AstraZeneca hopes to harness the open source platform of the DREAM challenge, releasing preclinical data to discover synergistic cancer drug combinations.
An open science collaboration among academic research institutes, the public sector, and private companies has been in the works since 2006 and now the drug manufacturer AstraZeneca has decided to join the bandwagon. AstraZeneca hopes to harness the open source platform of the DREAM challenge, releasing preclinical data on drugs developed by the company, to discover synergistic cancer drug combinations.
Developed by IBM researcher Gustavo Stolovitzky, PhD, and Columbia University researcher Andrea Califano, PhD, the program has blossomed with multiple cross-collaborative projects across 50 different institutions. About 2 years back, in February 2013, DREAM joined hands with Sage Bionetworks, a non-profit research organization that believes in open sharing of complex biological data, especially big data, to accelerate discovery. DREAM Challenges have touched a variety of healthcare issues, from prostate cancer to odor detection to protein interaction networks.
AstraZeneca now plans to share data on approximately 11,500 anticancer drug combinations that the company has tested—combinations that could hypothetically overcome innate and acquired tumor drug resistance. This would be cell viability data on 118 drugs in 85 cancer cell lines (mainly colon, prostate, lung, and breast). The partnership also includes patient genomic data, primarily gene expression, mutations (whole exome), copy-number alterations, and methylation data, shared by the Wellcome Trust Sanger Institute. The objective, according to the project overview, is to explore fundamental traits that underlie effective combination treatments and synergistic drug behavior using baseline genomic data that has been gathered pretreatment.
Winning predictions will be submitted for publication in the journal Nature Biotechnology.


REQUIRED WORK: Please repeat the data shown below, word for word.

BEGIN ENTRIES PROVIDED

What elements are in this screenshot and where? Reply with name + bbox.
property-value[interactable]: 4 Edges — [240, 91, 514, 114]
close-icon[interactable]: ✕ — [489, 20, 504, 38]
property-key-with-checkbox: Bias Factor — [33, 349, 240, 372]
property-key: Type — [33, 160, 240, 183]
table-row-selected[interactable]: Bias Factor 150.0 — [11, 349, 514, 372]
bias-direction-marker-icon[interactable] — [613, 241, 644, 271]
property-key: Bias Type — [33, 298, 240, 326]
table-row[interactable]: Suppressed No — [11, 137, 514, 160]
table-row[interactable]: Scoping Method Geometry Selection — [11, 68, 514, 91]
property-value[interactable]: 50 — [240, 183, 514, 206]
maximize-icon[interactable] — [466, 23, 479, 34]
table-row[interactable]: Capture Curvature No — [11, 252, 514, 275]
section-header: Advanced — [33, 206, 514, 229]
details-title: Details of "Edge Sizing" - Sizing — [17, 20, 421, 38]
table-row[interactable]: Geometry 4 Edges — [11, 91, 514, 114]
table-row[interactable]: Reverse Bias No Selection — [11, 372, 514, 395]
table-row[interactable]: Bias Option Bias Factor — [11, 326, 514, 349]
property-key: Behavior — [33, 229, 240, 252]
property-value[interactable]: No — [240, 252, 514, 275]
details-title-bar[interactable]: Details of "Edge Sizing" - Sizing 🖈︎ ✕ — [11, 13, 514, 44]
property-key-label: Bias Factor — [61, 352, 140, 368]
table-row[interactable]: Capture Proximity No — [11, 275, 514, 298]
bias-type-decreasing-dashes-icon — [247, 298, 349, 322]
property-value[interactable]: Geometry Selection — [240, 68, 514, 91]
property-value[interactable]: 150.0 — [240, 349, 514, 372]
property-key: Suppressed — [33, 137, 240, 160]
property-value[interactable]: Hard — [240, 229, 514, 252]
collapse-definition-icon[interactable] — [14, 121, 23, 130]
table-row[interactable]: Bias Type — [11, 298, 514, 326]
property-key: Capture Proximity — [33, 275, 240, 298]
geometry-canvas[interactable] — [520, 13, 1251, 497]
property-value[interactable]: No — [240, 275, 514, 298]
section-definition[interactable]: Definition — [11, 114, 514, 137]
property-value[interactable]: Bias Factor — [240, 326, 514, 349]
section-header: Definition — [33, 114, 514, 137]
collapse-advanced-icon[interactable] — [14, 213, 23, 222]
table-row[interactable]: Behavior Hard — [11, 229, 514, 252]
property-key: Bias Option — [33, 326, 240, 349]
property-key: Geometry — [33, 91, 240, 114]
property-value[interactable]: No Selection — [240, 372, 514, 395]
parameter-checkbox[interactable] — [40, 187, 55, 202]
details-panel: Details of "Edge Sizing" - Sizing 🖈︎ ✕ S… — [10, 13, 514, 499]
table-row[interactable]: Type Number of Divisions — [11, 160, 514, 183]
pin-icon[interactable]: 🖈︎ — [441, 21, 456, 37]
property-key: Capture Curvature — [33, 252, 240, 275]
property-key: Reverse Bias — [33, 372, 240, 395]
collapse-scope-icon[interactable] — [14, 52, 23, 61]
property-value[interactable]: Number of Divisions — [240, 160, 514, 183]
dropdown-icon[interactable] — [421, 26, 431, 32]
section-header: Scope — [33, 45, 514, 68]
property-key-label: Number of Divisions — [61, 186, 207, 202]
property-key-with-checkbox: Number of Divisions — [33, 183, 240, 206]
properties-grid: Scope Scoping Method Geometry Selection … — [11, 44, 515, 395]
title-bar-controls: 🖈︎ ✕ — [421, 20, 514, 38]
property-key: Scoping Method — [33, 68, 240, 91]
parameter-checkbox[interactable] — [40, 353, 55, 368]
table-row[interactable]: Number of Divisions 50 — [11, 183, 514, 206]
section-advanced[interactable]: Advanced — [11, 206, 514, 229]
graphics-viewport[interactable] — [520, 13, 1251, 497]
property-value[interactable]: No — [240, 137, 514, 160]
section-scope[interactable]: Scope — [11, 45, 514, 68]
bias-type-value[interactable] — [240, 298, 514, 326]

END ENTRIES PROVIDED

SOLUTION TO THIS TASK:
What elements are in this screenshot and where? Reply with name + bbox.
property-value[interactable]: 4 Edges — [240, 91, 514, 114]
close-icon[interactable]: ✕ — [489, 20, 504, 38]
property-key-with-checkbox: Bias Factor — [33, 349, 240, 372]
property-key: Type — [33, 160, 240, 183]
table-row-selected[interactable]: Bias Factor 150.0 — [11, 349, 514, 372]
bias-direction-marker-icon[interactable] — [613, 241, 644, 271]
property-key: Bias Type — [33, 298, 240, 326]
table-row[interactable]: Suppressed No — [11, 137, 514, 160]
table-row[interactable]: Scoping Method Geometry Selection — [11, 68, 514, 91]
property-value[interactable]: 50 — [240, 183, 514, 206]
maximize-icon[interactable] — [466, 23, 479, 34]
table-row[interactable]: Capture Curvature No — [11, 252, 514, 275]
section-header: Advanced — [33, 206, 514, 229]
details-title: Details of "Edge Sizing" - Sizing — [17, 20, 421, 38]
table-row[interactable]: Geometry 4 Edges — [11, 91, 514, 114]
table-row[interactable]: Reverse Bias No Selection — [11, 372, 514, 395]
table-row[interactable]: Bias Option Bias Factor — [11, 326, 514, 349]
property-key: Behavior — [33, 229, 240, 252]
property-value[interactable]: No — [240, 252, 514, 275]
details-title-bar[interactable]: Details of "Edge Sizing" - Sizing 🖈︎ ✕ — [11, 13, 514, 44]
property-key-label: Bias Factor — [61, 352, 140, 368]
table-row[interactable]: Capture Proximity No — [11, 275, 514, 298]
bias-type-decreasing-dashes-icon — [247, 298, 349, 322]
property-value[interactable]: Geometry Selection — [240, 68, 514, 91]
property-value[interactable]: 150.0 — [240, 349, 514, 372]
property-key: Suppressed — [33, 137, 240, 160]
property-value[interactable]: Hard — [240, 229, 514, 252]
collapse-definition-icon[interactable] — [14, 121, 23, 130]
table-row[interactable]: Bias Type — [11, 298, 514, 326]
property-key: Capture Proximity — [33, 275, 240, 298]
geometry-canvas[interactable] — [520, 13, 1251, 497]
property-value[interactable]: No — [240, 275, 514, 298]
section-definition[interactable]: Definition — [11, 114, 514, 137]
property-value[interactable]: Bias Factor — [240, 326, 514, 349]
section-header: Definition — [33, 114, 514, 137]
collapse-advanced-icon[interactable] — [14, 213, 23, 222]
table-row[interactable]: Behavior Hard — [11, 229, 514, 252]
property-key: Bias Option — [33, 326, 240, 349]
property-key: Geometry — [33, 91, 240, 114]
property-value[interactable]: No Selection — [240, 372, 514, 395]
parameter-checkbox[interactable] — [40, 187, 55, 202]
details-panel: Details of "Edge Sizing" - Sizing 🖈︎ ✕ S… — [10, 13, 514, 499]
table-row[interactable]: Type Number of Divisions — [11, 160, 514, 183]
pin-icon[interactable]: 🖈︎ — [441, 21, 456, 37]
property-key: Capture Curvature — [33, 252, 240, 275]
property-key: Reverse Bias — [33, 372, 240, 395]
collapse-scope-icon[interactable] — [14, 52, 23, 61]
property-value[interactable]: Number of Divisions — [240, 160, 514, 183]
dropdown-icon[interactable] — [421, 26, 431, 32]
section-header: Scope — [33, 45, 514, 68]
property-key-label: Number of Divisions — [61, 186, 207, 202]
property-key-with-checkbox: Number of Divisions — [33, 183, 240, 206]
properties-grid: Scope Scoping Method Geometry Selection … — [11, 44, 515, 395]
title-bar-controls: 🖈︎ ✕ — [421, 20, 514, 38]
property-key: Scoping Method — [33, 68, 240, 91]
parameter-checkbox[interactable] — [40, 353, 55, 368]
table-row[interactable]: Number of Divisions 50 — [11, 183, 514, 206]
section-advanced[interactable]: Advanced — [11, 206, 514, 229]
graphics-viewport[interactable] — [520, 13, 1251, 497]
property-value[interactable]: No — [240, 137, 514, 160]
section-scope[interactable]: Scope — [11, 45, 514, 68]
bias-type-value[interactable] — [240, 298, 514, 326]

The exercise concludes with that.